Hi David,
I never meant that you should modify the ant code.
Try launching your app with the fully qualified
path to the jdk java eg:
> /path/to/jdk/bin/java MyTestApp
So in other words don't rely on your PATH environment variable. It
could be
also that the bootclasspath has been overridden so that tools.jar has
been
taken out. Are you on the mac, in which case you don't have tools.jar?
Try the same experiment by stealing the very last line in the ant
launcher
script and hardcoding the values that you know you need to use. On my
installation of ant I would start with this line:
ant_exec_command="exec \"$JAVACMD\" $ANT_OPTS -classpath
\"$LOCALCLASSPATH\" -Dant.home=\"$ANT_HOME\" -Dant.library.dir=
\"$ANT_LIB\" $ant_sys_opts org.apache.tools.ant.launch.Launcher
$ANT_ARGS -cp \"$CLASSPATH\" $ant_exec_args"
I say this again, the idea behind this is that you need to assume that
your
environment variables and shell scripts can't be trusted and therefore
bipass them.
I mentioned this before, but remove any compiler fork option so that
the task
is being executed in the same vm. Then if it behaves differently in a
forked
vm, you know that the vm environment isn't being inherited properly and
that's where you need to look.
You could try removing all java installations from your machine and then
reinstalling just the jdk that you need. I know for example that windows
gets up to tricks such as adding a java.exe in the windows system
directory
that is always first in the PATH that you have to remember to manually
delete.
Sorry you are having all these frustrating problems, good luck.
On 16 May 2009, at 20:25, David Nemer wrote:
Just a remark, when I run the application and /opt/jdk1.6.0_06/lib/
tools.jar
to the classpath. It gives me a different error message: "Compile
failed;
see the compiler error output for details." there is no error msg
and it
still says BUILD SUCCESSFUL
--
David Nemer
Sent from Kaiserslautern, RP, Germany
On Sat, May 16, 2009 at 9:11 PM, David Nemer <davidne...@gmail.com>
wrote:
Hello Michael,
here is my code on how I'm invoking Ant:
Project p = new Project();
p.setUserProperty("ant.file",
buildFile.getAbsolutePath());
DefaultLogger consoleLogger = new DefaultLogger();
consoleLogger.setErrorPrintStream(System.err);
consoleLogger.setOutputPrintStream(System.out);
consoleLogger.setMessageOutputLevel(Project.MSG_INFO);
p.addBuildListener(consoleLogger);
p.fireBuildStarted();
p.init();
ProjectHelper helper = ProjectHelper.getProjectHelper();
p.addReference("ant.projectHelper", helper);
helper.parse(p, buildFile);
p.executeTarget(p.getDefaultTarget());
Michael, I read somewhere that when you invoke ANT in java, it runs
in the
same JVM, and forking the ANT process might solve it. Do you have
any idea
how would I code this?? Make Ant ran in another JVM?
--
David Nemer
Sent from Kaiserslautern, RP, Germany
On Sat, May 16, 2009 at 9:03 PM, Michael Ludwig <mil...@gmx.de>
wrote:
David Nemer schrieb am 16.05.2009 um 20:51:31 (+0200):
ne...@kubrick:~$ java -jar
/home/nemer/apache-ant-1.7.1/lib/ant-launcher.jar
-version
Apache Ant version 1.7.1 compiled on June 27 2008
ne...@kubrick:~$ /opt/jdk1.6.0_06/bin/java -jar
/home/nemer/apache-ant-1.7.1/lib/ant-launcher.jar -version
Apache Ant version 1.7.1 compiled on June 27 2008
so just running JAVA worked as well as running /opt/jdk1.6.0_06/
bin/java
So tools.jar is found alright. It's an environmental problem,
either in
the ant shell script (has that been tampered with?) or, more
likely, the
shell script you're using to launch it.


» **Description of the task**: The entries below should be transcribed in their entirety, exactly as written.

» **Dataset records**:

╭──

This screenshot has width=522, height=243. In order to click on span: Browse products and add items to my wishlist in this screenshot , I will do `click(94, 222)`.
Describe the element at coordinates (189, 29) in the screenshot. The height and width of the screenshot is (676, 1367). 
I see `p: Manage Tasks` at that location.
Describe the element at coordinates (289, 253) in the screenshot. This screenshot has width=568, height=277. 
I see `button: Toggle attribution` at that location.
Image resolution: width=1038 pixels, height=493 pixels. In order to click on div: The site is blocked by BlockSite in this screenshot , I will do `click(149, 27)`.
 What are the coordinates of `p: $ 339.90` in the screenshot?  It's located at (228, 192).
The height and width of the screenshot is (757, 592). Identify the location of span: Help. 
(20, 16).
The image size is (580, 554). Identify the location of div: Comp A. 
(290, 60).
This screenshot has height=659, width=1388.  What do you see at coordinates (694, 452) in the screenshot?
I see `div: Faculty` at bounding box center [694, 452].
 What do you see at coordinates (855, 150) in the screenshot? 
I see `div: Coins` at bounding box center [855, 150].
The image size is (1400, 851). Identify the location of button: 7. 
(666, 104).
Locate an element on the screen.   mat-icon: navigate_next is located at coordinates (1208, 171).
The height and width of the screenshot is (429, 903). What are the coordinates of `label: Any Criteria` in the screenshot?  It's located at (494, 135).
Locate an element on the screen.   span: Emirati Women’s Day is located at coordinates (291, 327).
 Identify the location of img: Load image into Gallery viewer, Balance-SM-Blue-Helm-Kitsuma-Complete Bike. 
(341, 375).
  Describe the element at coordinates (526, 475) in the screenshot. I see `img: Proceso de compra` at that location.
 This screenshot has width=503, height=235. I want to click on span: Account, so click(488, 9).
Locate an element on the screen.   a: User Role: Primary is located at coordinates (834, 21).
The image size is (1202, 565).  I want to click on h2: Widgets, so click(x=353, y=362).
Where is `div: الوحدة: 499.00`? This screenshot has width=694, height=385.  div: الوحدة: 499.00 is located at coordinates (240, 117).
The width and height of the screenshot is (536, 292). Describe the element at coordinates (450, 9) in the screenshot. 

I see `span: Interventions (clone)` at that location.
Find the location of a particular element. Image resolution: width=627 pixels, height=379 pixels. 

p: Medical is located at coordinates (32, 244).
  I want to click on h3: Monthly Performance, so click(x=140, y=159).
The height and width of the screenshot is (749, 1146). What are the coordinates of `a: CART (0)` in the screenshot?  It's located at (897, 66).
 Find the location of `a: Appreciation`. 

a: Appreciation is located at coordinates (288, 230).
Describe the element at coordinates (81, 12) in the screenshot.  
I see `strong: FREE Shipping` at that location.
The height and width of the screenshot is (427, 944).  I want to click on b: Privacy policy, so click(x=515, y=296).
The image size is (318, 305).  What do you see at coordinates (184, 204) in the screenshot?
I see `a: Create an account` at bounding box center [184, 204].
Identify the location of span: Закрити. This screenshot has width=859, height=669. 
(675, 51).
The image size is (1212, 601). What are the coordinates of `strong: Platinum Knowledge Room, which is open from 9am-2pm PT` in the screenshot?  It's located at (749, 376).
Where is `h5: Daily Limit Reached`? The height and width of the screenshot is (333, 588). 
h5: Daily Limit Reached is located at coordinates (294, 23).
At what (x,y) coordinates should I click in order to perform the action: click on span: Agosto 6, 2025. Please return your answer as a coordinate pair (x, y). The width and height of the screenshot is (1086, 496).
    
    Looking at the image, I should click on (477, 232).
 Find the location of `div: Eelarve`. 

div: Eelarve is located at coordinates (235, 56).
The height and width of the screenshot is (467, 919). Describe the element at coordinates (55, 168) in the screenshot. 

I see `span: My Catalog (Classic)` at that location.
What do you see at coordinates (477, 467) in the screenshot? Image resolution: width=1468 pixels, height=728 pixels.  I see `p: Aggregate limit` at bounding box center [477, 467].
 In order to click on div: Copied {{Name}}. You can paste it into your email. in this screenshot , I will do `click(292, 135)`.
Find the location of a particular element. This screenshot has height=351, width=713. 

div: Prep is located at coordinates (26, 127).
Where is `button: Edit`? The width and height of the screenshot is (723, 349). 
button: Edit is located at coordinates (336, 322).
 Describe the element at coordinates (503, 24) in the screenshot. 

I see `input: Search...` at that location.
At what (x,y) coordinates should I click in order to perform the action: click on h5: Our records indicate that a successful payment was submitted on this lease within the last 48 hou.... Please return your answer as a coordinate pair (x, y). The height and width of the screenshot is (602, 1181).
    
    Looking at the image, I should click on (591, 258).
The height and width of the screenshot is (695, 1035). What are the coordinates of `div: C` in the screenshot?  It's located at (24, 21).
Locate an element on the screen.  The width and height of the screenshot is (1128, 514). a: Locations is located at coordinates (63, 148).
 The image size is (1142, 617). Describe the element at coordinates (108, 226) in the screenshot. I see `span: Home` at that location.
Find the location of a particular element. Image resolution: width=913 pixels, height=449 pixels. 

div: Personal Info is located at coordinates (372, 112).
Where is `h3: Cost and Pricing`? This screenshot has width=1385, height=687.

╰──

» **Finished task**:
This screenshot has width=522, height=243. In order to click on span: Browse products and add items to my wishlist in this screenshot , I will do `click(94, 222)`.
Describe the element at coordinates (189, 29) in the screenshot. The height and width of the screenshot is (676, 1367). 
I see `p: Manage Tasks` at that location.
Describe the element at coordinates (289, 253) in the screenshot. This screenshot has width=568, height=277. 
I see `button: Toggle attribution` at that location.
Image resolution: width=1038 pixels, height=493 pixels. In order to click on div: The site is blocked by BlockSite in this screenshot , I will do `click(149, 27)`.
 What are the coordinates of `p: $ 339.90` in the screenshot?  It's located at (228, 192).
The height and width of the screenshot is (757, 592). Identify the location of span: Help. 
(20, 16).
The image size is (580, 554). Identify the location of div: Comp A. 
(290, 60).
This screenshot has height=659, width=1388.  What do you see at coordinates (694, 452) in the screenshot?
I see `div: Faculty` at bounding box center [694, 452].
 What do you see at coordinates (855, 150) in the screenshot? 
I see `div: Coins` at bounding box center [855, 150].
The image size is (1400, 851). Identify the location of button: 7. 
(666, 104).
Locate an element on the screen.   mat-icon: navigate_next is located at coordinates (1208, 171).
The height and width of the screenshot is (429, 903). What are the coordinates of `label: Any Criteria` in the screenshot?  It's located at (494, 135).
Locate an element on the screen.   span: Emirati Women’s Day is located at coordinates (291, 327).
 Identify the location of img: Load image into Gallery viewer, Balance-SM-Blue-Helm-Kitsuma-Complete Bike. 
(341, 375).
  Describe the element at coordinates (526, 475) in the screenshot. I see `img: Proceso de compra` at that location.
 This screenshot has width=503, height=235. I want to click on span: Account, so click(488, 9).
Locate an element on the screen.   a: User Role: Primary is located at coordinates (834, 21).
The image size is (1202, 565).  I want to click on h2: Widgets, so click(x=353, y=362).
Where is `div: الوحدة: 499.00`? This screenshot has width=694, height=385.  div: الوحدة: 499.00 is located at coordinates (240, 117).
The width and height of the screenshot is (536, 292). Describe the element at coordinates (450, 9) in the screenshot. 

I see `span: Interventions (clone)` at that location.
Find the location of a particular element. Image resolution: width=627 pixels, height=379 pixels. 

p: Medical is located at coordinates (32, 244).
  I want to click on h3: Monthly Performance, so click(x=140, y=159).
The height and width of the screenshot is (749, 1146). What are the coordinates of `a: CART (0)` in the screenshot?  It's located at (897, 66).
 Find the location of `a: Appreciation`. 

a: Appreciation is located at coordinates (288, 230).
Describe the element at coordinates (81, 12) in the screenshot.  
I see `strong: FREE Shipping` at that location.
The height and width of the screenshot is (427, 944).  I want to click on b: Privacy policy, so click(x=515, y=296).
The image size is (318, 305).  What do you see at coordinates (184, 204) in the screenshot?
I see `a: Create an account` at bounding box center [184, 204].
Identify the location of span: Закрити. This screenshot has width=859, height=669. 
(675, 51).
The image size is (1212, 601). What are the coordinates of `strong: Platinum Knowledge Room, which is open from 9am-2pm PT` in the screenshot?  It's located at (749, 376).
Where is `h5: Daily Limit Reached`? The height and width of the screenshot is (333, 588). 
h5: Daily Limit Reached is located at coordinates (294, 23).
At what (x,y) coordinates should I click in order to perform the action: click on span: Agosto 6, 2025. Please return your answer as a coordinate pair (x, y). The width and height of the screenshot is (1086, 496).
    
    Looking at the image, I should click on (477, 232).
 Find the location of `div: Eelarve`. 

div: Eelarve is located at coordinates (235, 56).
The height and width of the screenshot is (467, 919). Describe the element at coordinates (55, 168) in the screenshot. 

I see `span: My Catalog (Classic)` at that location.
What do you see at coordinates (477, 467) in the screenshot? Image resolution: width=1468 pixels, height=728 pixels.  I see `p: Aggregate limit` at bounding box center [477, 467].
 In order to click on div: Copied {{Name}}. You can paste it into your email. in this screenshot , I will do `click(292, 135)`.
Find the location of a particular element. This screenshot has height=351, width=713. 

div: Prep is located at coordinates (26, 127).
Where is `button: Edit`? The width and height of the screenshot is (723, 349). 
button: Edit is located at coordinates (336, 322).
 Describe the element at coordinates (503, 24) in the screenshot. 

I see `input: Search...` at that location.
At what (x,y) coordinates should I click in order to perform the action: click on h5: Our records indicate that a successful payment was submitted on this lease within the last 48 hou.... Please return your answer as a coordinate pair (x, y). The height and width of the screenshot is (602, 1181).
    
    Looking at the image, I should click on (591, 258).
The height and width of the screenshot is (695, 1035). What are the coordinates of `div: C` in the screenshot?  It's located at (24, 21).
Locate an element on the screen.  The width and height of the screenshot is (1128, 514). a: Locations is located at coordinates (63, 148).
 The image size is (1142, 617). Describe the element at coordinates (108, 226) in the screenshot. I see `span: Home` at that location.
Find the location of a particular element. Image resolution: width=913 pixels, height=449 pixels. 

div: Personal Info is located at coordinates (372, 112).
Where is `h3: Cost and Pricing`? This screenshot has width=1385, height=687.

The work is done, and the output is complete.